## WORK TO COMPLETE
Omitting all images, give the entries that follow again exactly as they read.

[Opening INPUT section]

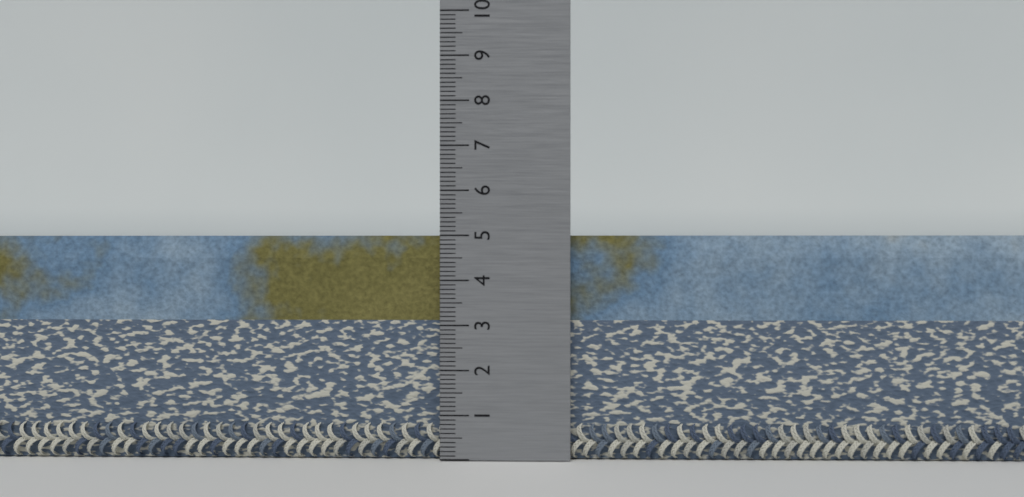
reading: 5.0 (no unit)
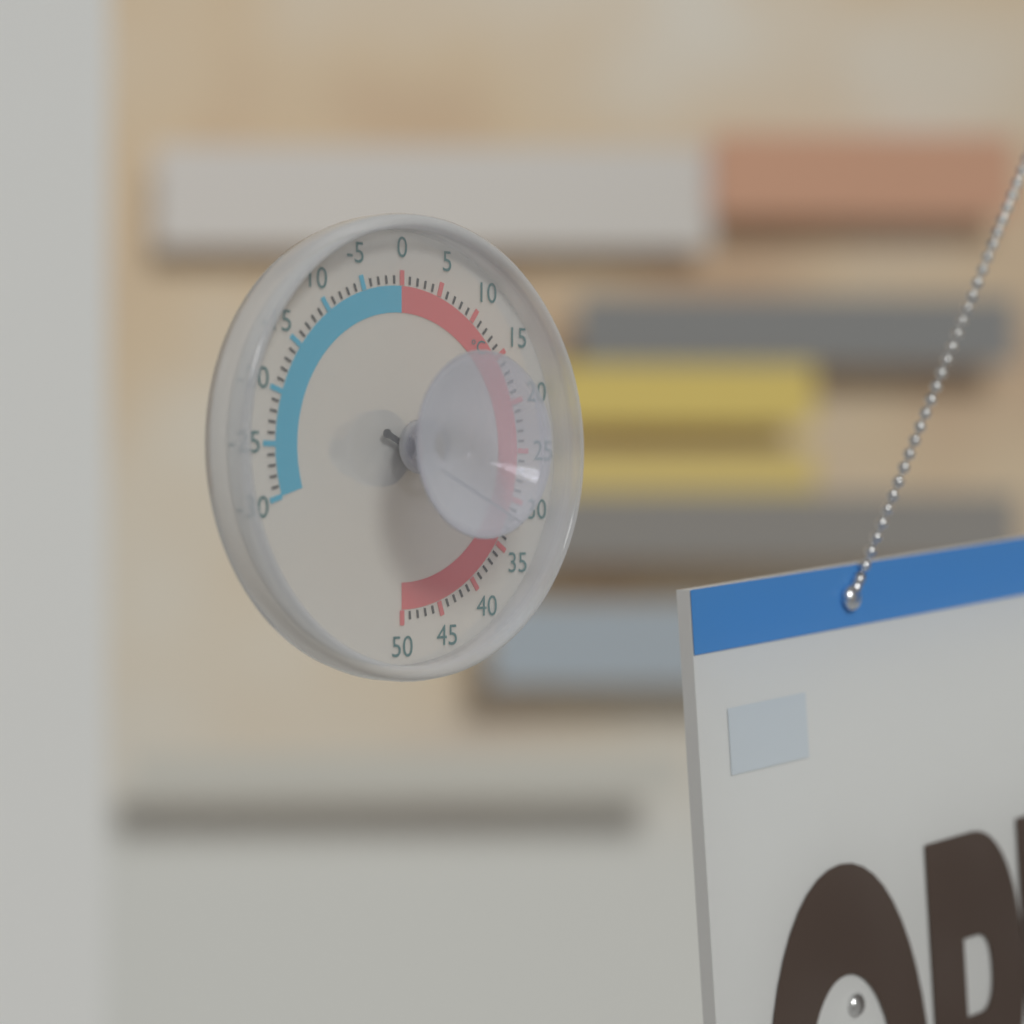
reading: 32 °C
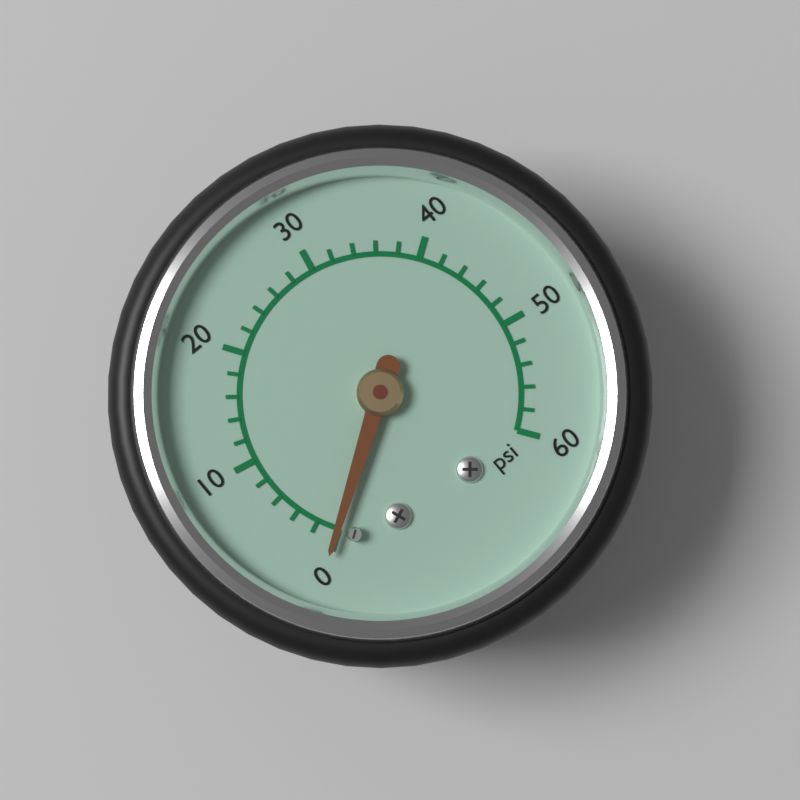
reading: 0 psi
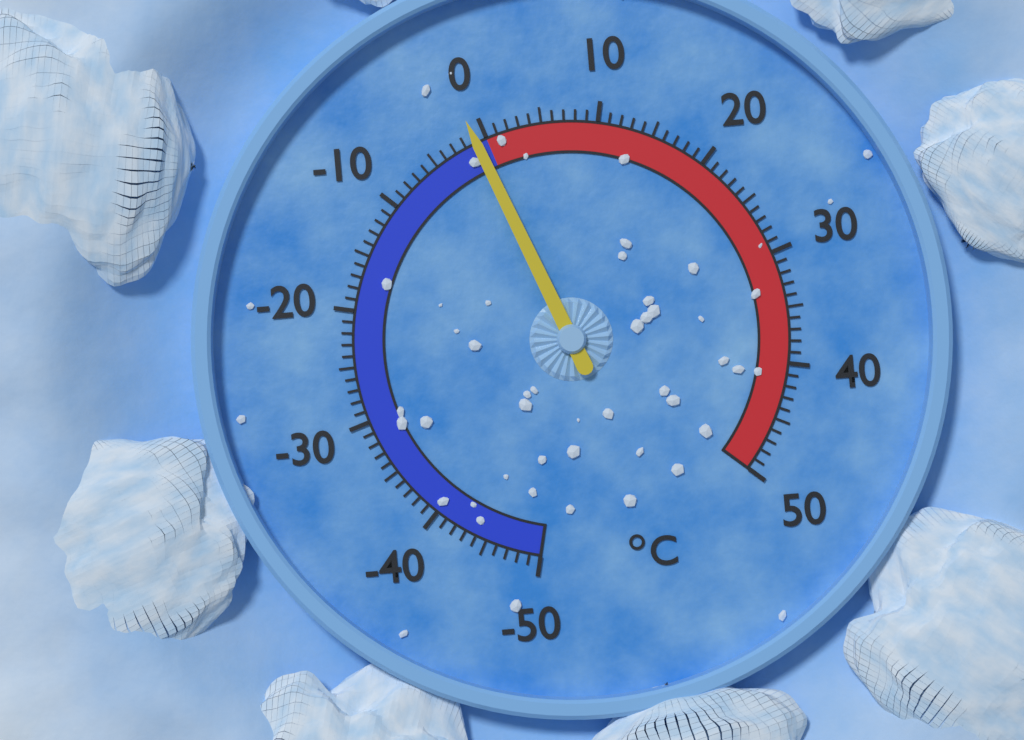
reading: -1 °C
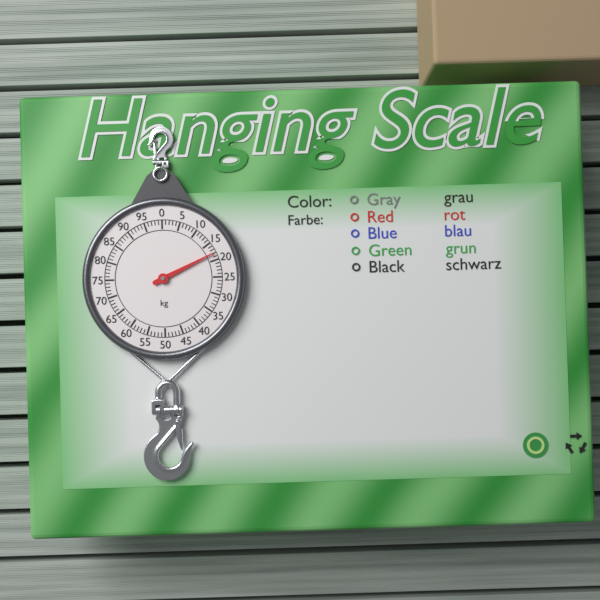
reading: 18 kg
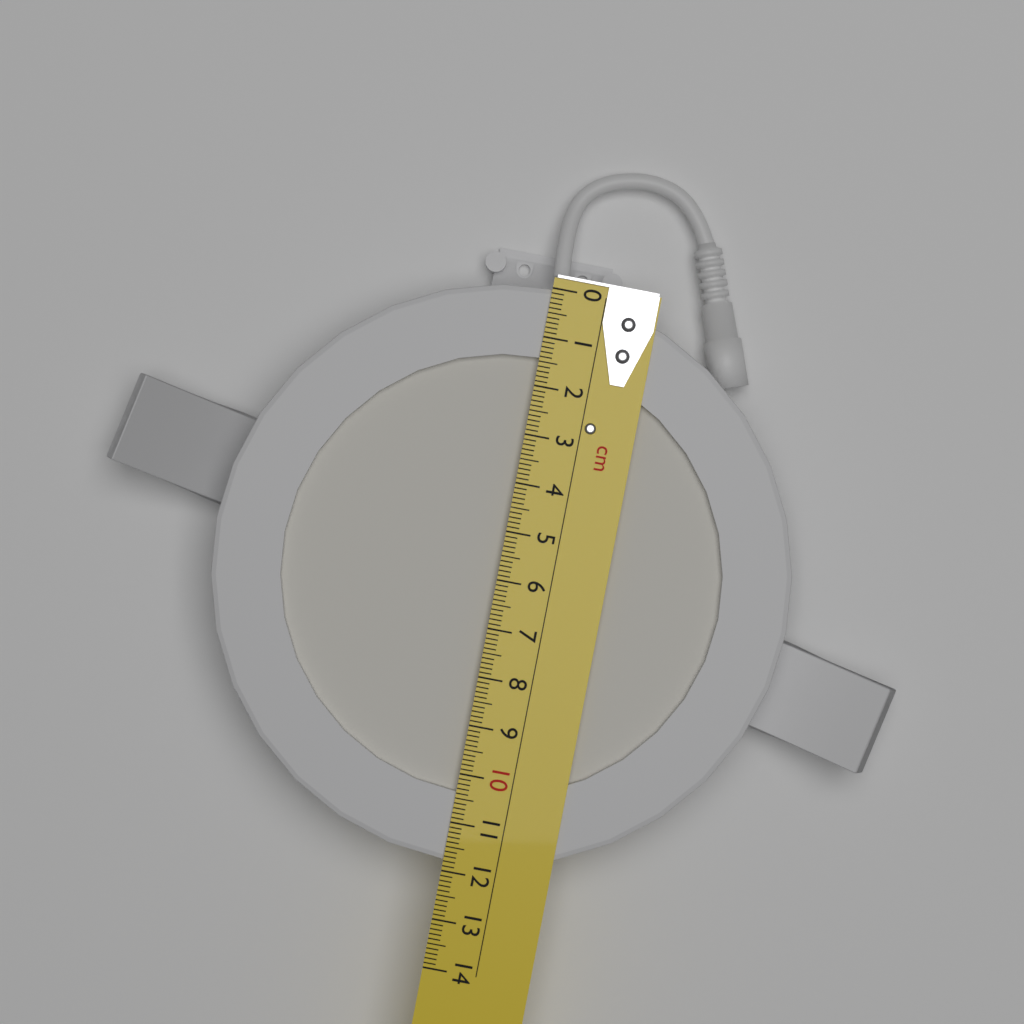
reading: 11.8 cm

[Closing INPUT section]

## ANSWER SECTION
reading: 5.0 (no unit)
reading: 32 °C
reading: 0 psi
reading: -1 °C
reading: 18 kg
reading: 11.8 cm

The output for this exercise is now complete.